If AI-generated code is not copyrightable, it cannot be licensed under MIT, LGPL, or any other license. This would place it in the public domain, but it also raises a paradox: if the AI was trained on LGPL-licensed code, the output might still be considered a derivative work, even if it’s not copyrightable. This is why this whole situation is muddy and complicated.
Why should we care
Licensing is legal stuff, why do we even care? Well, you don’t have to care, but if you use open-source software in your work (and if you’re reading this, there is a good chance you do), I think you should care.
At the end of the day, this is the story of the maintainer of a software deciding to relicense said software in a more permissive license, and justifying the decision under the guise of a complete rewrite, AI-assisted no less.
It is concerning, because if that flies, it sets a dangerous precedent. Found a cool library but it’s distributed under a non-permissive license? Ask Claude to rewrite it until the code looks different enough, and you’re good to go. This isn’t how licensing works (as far as I understand).
As Aditya Shankhar puts it:
I have to admit this sounds like an argument to why licensing is useless altogether due to an agent always being able to reconstruct a project on the basis its inputs and outputs, which may be true, but I think this opens the pathway to many more questions about the point of licensing in the first place
Tuan-Anh Tran puts it eloquently in their article Relicensing with AI-assisted rewrite:
If “AI-rewriting” is accepted as a valid way to change licenses, it represents the end of Copyleft. Any developer could take a GPL-licensed project, feed it into an LLM with the prompt “Rewrite this in a different style,” and release it under MIT. The legal and ethical lines are still being drawn, and the chardet v7.0.0 case is one of the first real-world tests.
This situation is a microcosm of larger issues in both open source and AI (and where they intersect). This raises some difficult questions:
- Will this influence other OSS projects considering AI-assisted rewrites?
- Can this lead to more projects adopting contributor license agreements (CLA), or even some explicit relicensing policies?

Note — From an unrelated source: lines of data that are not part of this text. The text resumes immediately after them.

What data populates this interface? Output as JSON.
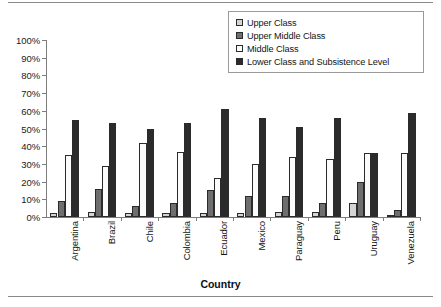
{
  "chart_data": {
    "type": "bar",
    "title": "",
    "xlabel": "Country",
    "ylabel": "",
    "ylim": [
      0,
      100
    ],
    "yticks": [
      "0%",
      "10%",
      "20%",
      "30%",
      "40%",
      "50%",
      "60%",
      "70%",
      "80%",
      "90%",
      "100%"
    ],
    "grid": false,
    "legend_position": "top-right",
    "categories": [
      "Argentina",
      "Brazil",
      "Chile",
      "Colombia",
      "Ecuador",
      "Mexico",
      "Paraguay",
      "Peru",
      "Uruguay",
      "Venezuela"
    ],
    "series": [
      {
        "name": "Upper Class",
        "color": "#d4d4d4",
        "values": [
          2,
          3,
          2,
          2,
          2,
          2,
          3,
          3,
          8,
          1
        ]
      },
      {
        "name": "Upper Middle Class",
        "color": "#6e6e6e",
        "values": [
          9,
          16,
          6,
          8,
          15,
          12,
          12,
          8,
          20,
          4
        ]
      },
      {
        "name": "Middle Class",
        "color": "#fbfbfb",
        "values": [
          35,
          29,
          42,
          37,
          22,
          30,
          34,
          33,
          36,
          36
        ]
      },
      {
        "name": "Lower Class and Subsistence Level",
        "color": "#2b2b2b",
        "values": [
          55,
          53,
          50,
          53,
          61,
          56,
          51,
          56,
          36,
          59
        ]
      }
    ]
  }
}
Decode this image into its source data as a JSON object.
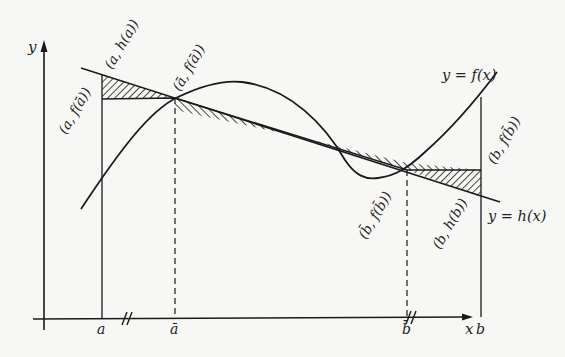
{
  "diagram": {
    "axes": {
      "x_label": "x",
      "y_label": "y"
    },
    "ticks": {
      "a": "a",
      "a_bar": "ā",
      "b_bar": "b̄",
      "b": "b",
      "break_mark": "//"
    },
    "curves": {
      "f_label": "y = f(x)",
      "h_label": "y = h(x)"
    },
    "points": {
      "a_f_abar": "(a, f(ā))",
      "a_h_a": "(a, h(a))",
      "abar_f_abar": "(ā, f(ā))",
      "bbar_f_bbar": "(b̄, f(b̄))",
      "b_h_b": "(b, h(b))",
      "b_f_bbar": "(b, f(b̄))"
    },
    "colors": {
      "ink": "#1a1a1a",
      "paper": "#f7f7f5"
    }
  }
}
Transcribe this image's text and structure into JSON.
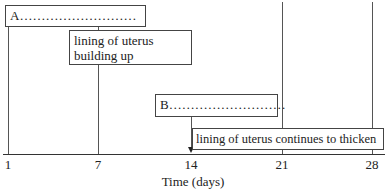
{
  "diagram": {
    "boxes": {
      "a": "A………………………",
      "building": [
        "lining of uterus",
        "building up"
      ],
      "b": "B………………………",
      "thicken": "lining of uterus continues to thicken"
    },
    "axis": {
      "ticks": [
        "1",
        "7",
        "14",
        "21",
        "28"
      ],
      "label": "Time (days)"
    }
  }
}
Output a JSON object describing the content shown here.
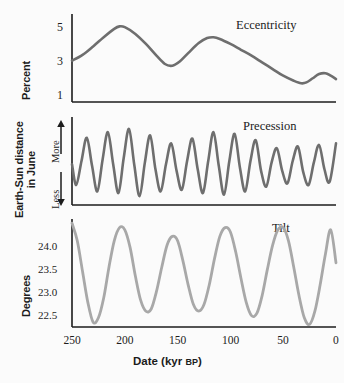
{
  "figure": {
    "background_color": "#fbfbfb",
    "axis_color": "#1c1c1c"
  },
  "xaxis": {
    "title_main": "Date (kyr ",
    "title_caps": "BP",
    "title_close": ")",
    "ticks": [
      "250",
      "200",
      "150",
      "100",
      "50",
      "0"
    ],
    "tick_values": [
      250,
      200,
      150,
      100,
      50,
      0
    ],
    "range": [
      250,
      0
    ],
    "units": "kyr BP"
  },
  "panels": [
    {
      "key": "eccentricity",
      "title": "Eccentricity",
      "yaxis_title": "Percent",
      "yticks": [
        "5",
        "3",
        "1"
      ],
      "ytick_values": [
        5,
        3,
        1
      ],
      "curve_color": "#6e6e6e"
    },
    {
      "key": "precession",
      "title": "Precession",
      "yaxis_title_line1": "Earth-Sun distance",
      "yaxis_title_line2": "in June",
      "ytop_label": "More",
      "ybottom_label": "Less",
      "curve_color": "#6e6e6e"
    },
    {
      "key": "tilt",
      "title": "Tilt",
      "yaxis_title": "Degrees",
      "yticks": [
        "24.0",
        "23.5",
        "23.0",
        "22.5"
      ],
      "ytick_values": [
        24.0,
        23.5,
        23.0,
        22.5
      ],
      "curve_color": "#a8a8a8"
    }
  ],
  "chart_data": [
    {
      "type": "line",
      "title": "Eccentricity",
      "xlabel": "Date (kyr BP)",
      "ylabel": "Percent",
      "xlim": [
        250,
        0
      ],
      "ylim": [
        0.6,
        5.5
      ],
      "yticks": [
        1,
        3,
        5
      ],
      "grid": false,
      "x": [
        250,
        240,
        230,
        220,
        210,
        205,
        200,
        190,
        180,
        170,
        162,
        155,
        148,
        140,
        130,
        122,
        116,
        110,
        100,
        90,
        80,
        70,
        60,
        50,
        40,
        33,
        28,
        22,
        16,
        10,
        5,
        0
      ],
      "values": [
        2.95,
        3.3,
        3.8,
        4.35,
        4.85,
        5.0,
        4.95,
        4.55,
        3.95,
        3.25,
        2.75,
        2.65,
        2.9,
        3.4,
        4.0,
        4.3,
        4.35,
        4.25,
        3.95,
        3.6,
        3.25,
        2.85,
        2.45,
        2.05,
        1.75,
        1.6,
        1.65,
        1.9,
        2.15,
        2.2,
        2.05,
        1.85
      ]
    },
    {
      "type": "line",
      "title": "Precession",
      "xlabel": "Date (kyr BP)",
      "ylabel": "Earth-Sun distance in June",
      "xlim": [
        250,
        0
      ],
      "ylim": [
        0,
        1
      ],
      "ytick_labels": [
        "Less",
        "More"
      ],
      "grid": false,
      "period_kyr": 21,
      "x": [
        250,
        246,
        241,
        236,
        231,
        226,
        221,
        216,
        211,
        206,
        201,
        196,
        191,
        186,
        181,
        176,
        171,
        166,
        161,
        156,
        151,
        146,
        141,
        136,
        131,
        126,
        121,
        116,
        111,
        106,
        101,
        96,
        91,
        86,
        81,
        76,
        71,
        66,
        61,
        56,
        51,
        46,
        41,
        36,
        31,
        26,
        21,
        16,
        11,
        6,
        0
      ],
      "values": [
        0.46,
        0.2,
        0.5,
        0.79,
        0.44,
        0.12,
        0.52,
        0.86,
        0.46,
        0.1,
        0.54,
        0.9,
        0.45,
        0.06,
        0.48,
        0.82,
        0.4,
        0.12,
        0.46,
        0.72,
        0.38,
        0.14,
        0.5,
        0.78,
        0.4,
        0.1,
        0.5,
        0.86,
        0.44,
        0.08,
        0.5,
        0.84,
        0.42,
        0.12,
        0.5,
        0.76,
        0.38,
        0.18,
        0.48,
        0.66,
        0.38,
        0.22,
        0.5,
        0.68,
        0.36,
        0.2,
        0.48,
        0.7,
        0.4,
        0.24,
        0.72
      ]
    },
    {
      "type": "line",
      "title": "Tilt",
      "xlabel": "Date (kyr BP)",
      "ylabel": "Degrees",
      "xlim": [
        250,
        0
      ],
      "ylim": [
        22.05,
        24.55
      ],
      "yticks": [
        22.5,
        23.0,
        23.5,
        24.0
      ],
      "grid": false,
      "period_kyr": 41,
      "x": [
        250,
        245,
        240,
        235,
        230,
        225,
        220,
        215,
        210,
        205,
        200,
        195,
        190,
        185,
        180,
        175,
        170,
        165,
        160,
        155,
        150,
        145,
        140,
        135,
        130,
        125,
        120,
        115,
        110,
        105,
        100,
        95,
        90,
        85,
        80,
        75,
        70,
        65,
        60,
        55,
        50,
        45,
        40,
        35,
        30,
        25,
        20,
        15,
        10,
        5,
        0
      ],
      "values": [
        24.5,
        24.1,
        23.4,
        22.7,
        22.25,
        22.35,
        22.8,
        23.5,
        24.1,
        24.4,
        24.35,
        23.95,
        23.3,
        22.75,
        22.5,
        22.55,
        22.95,
        23.5,
        24.0,
        24.2,
        24.1,
        23.65,
        23.1,
        22.65,
        22.5,
        22.65,
        23.1,
        23.7,
        24.2,
        24.4,
        24.3,
        23.85,
        23.25,
        22.7,
        22.4,
        22.45,
        22.85,
        23.45,
        24.0,
        24.35,
        24.4,
        24.1,
        23.5,
        22.85,
        22.35,
        22.2,
        22.5,
        23.1,
        23.8,
        24.35,
        23.6
      ]
    }
  ]
}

- What role does AI transparency (such as disclosing training data) play in resolving these issues?
At a minimum, it’s a reminder to check the licenses of critical dependencies and stay alert to sudden relicensing moves.
What’s next
It’s hard to say. At the moment, version 7.0.0 remains available under MIT, and all previous versions are available under LGPL. Dan Blanchard neither replied nor contributed to the GitHub issue where the debate unfolds.
Madison Taylor from Nvidia suggests a few options to correct course:
- Retract chardet v7.0.0 and do not use v7.x.x as tags going forward.

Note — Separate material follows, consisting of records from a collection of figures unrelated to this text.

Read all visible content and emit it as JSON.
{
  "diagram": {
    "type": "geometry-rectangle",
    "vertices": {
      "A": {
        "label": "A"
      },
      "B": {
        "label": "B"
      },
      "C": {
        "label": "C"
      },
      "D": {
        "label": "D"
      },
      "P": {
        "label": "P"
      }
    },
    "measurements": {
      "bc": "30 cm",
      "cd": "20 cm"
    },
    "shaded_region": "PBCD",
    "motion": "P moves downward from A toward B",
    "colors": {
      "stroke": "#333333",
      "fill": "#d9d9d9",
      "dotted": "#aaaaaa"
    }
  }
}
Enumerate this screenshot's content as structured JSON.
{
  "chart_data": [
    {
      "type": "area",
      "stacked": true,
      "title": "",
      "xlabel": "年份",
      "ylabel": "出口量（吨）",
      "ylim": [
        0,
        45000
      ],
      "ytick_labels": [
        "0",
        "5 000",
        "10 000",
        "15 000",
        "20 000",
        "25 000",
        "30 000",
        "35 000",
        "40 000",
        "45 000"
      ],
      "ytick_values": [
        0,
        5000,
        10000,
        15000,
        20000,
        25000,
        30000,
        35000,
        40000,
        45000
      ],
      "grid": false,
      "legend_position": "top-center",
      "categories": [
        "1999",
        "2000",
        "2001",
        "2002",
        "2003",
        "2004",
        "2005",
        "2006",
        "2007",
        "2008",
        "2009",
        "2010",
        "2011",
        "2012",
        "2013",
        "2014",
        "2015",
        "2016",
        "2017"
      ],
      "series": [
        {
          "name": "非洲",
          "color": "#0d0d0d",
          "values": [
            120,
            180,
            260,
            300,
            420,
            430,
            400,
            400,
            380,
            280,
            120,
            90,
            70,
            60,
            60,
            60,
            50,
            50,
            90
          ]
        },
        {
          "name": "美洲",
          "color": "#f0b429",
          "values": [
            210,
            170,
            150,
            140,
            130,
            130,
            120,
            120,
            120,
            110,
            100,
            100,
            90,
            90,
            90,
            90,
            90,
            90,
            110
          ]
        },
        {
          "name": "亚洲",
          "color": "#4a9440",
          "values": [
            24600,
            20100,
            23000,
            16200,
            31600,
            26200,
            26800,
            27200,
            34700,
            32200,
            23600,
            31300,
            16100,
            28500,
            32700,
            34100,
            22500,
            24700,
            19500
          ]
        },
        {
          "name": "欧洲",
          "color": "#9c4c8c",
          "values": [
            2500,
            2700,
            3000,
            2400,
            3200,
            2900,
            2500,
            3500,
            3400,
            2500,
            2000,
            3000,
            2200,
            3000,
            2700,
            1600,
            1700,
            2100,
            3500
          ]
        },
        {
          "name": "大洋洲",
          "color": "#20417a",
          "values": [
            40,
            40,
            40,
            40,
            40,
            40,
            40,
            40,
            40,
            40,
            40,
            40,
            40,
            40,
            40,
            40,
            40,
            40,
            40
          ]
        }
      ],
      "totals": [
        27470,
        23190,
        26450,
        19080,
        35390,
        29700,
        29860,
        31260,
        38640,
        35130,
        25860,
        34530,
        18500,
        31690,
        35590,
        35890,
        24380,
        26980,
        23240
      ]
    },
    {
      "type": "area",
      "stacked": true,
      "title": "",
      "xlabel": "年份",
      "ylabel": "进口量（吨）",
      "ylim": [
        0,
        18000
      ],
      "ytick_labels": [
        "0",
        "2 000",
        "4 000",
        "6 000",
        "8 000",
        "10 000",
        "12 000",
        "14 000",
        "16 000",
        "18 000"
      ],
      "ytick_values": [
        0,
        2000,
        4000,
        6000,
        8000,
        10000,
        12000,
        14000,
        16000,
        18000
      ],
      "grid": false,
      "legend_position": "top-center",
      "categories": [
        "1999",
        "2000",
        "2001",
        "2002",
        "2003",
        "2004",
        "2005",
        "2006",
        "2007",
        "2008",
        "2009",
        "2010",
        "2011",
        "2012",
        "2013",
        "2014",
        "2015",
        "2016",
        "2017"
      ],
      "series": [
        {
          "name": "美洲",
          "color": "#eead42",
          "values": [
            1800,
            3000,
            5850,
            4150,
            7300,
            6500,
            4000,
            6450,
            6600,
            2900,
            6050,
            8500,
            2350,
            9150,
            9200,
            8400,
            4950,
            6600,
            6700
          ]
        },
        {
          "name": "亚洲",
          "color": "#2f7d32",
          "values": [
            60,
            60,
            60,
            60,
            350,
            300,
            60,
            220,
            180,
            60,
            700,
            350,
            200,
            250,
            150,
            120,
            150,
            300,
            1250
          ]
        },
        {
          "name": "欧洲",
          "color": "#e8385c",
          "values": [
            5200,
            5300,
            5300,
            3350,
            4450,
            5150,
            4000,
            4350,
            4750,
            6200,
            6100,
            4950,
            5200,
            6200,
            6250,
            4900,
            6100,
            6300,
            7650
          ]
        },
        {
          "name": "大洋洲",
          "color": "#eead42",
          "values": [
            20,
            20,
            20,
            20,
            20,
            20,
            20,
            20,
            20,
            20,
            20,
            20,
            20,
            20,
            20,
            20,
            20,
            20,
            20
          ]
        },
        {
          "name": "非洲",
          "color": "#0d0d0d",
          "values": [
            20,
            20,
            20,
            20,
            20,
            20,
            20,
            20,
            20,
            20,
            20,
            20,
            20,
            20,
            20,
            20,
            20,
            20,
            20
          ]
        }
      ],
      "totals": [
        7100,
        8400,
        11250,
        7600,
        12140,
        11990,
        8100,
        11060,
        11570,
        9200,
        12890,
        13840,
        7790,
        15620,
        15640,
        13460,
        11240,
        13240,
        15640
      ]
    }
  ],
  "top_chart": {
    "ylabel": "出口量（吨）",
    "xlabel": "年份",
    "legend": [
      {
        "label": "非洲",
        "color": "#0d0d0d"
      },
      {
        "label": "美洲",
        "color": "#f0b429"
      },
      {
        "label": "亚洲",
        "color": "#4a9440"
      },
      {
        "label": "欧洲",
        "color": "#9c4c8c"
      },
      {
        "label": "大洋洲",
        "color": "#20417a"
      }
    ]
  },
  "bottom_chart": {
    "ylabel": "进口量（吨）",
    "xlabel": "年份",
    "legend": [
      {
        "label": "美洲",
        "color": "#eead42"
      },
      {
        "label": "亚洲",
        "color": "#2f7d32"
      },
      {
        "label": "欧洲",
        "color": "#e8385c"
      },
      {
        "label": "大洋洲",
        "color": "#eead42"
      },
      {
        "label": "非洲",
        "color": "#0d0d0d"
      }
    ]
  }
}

- If you deem it prudent, at your own risk, release
aichardet[…] as a fork, allowing users downstream to choose among classicchardetunder the original license,PyYoshi/cchardet(existing MPL project), or the new AI-written edition, as their risk profiles dictate.
This makes a lot of sense to me. A fork with a new name avoids the confusion and legal ambiguity of reusing the chardet name and versioning. It would allow users to choose between the original LGPL-licensed chardet and the new MIT-licensed rewrite, based on their needs and risk tolerance.
For now, we wait and see. I will update this article as the situation evolves (if it does).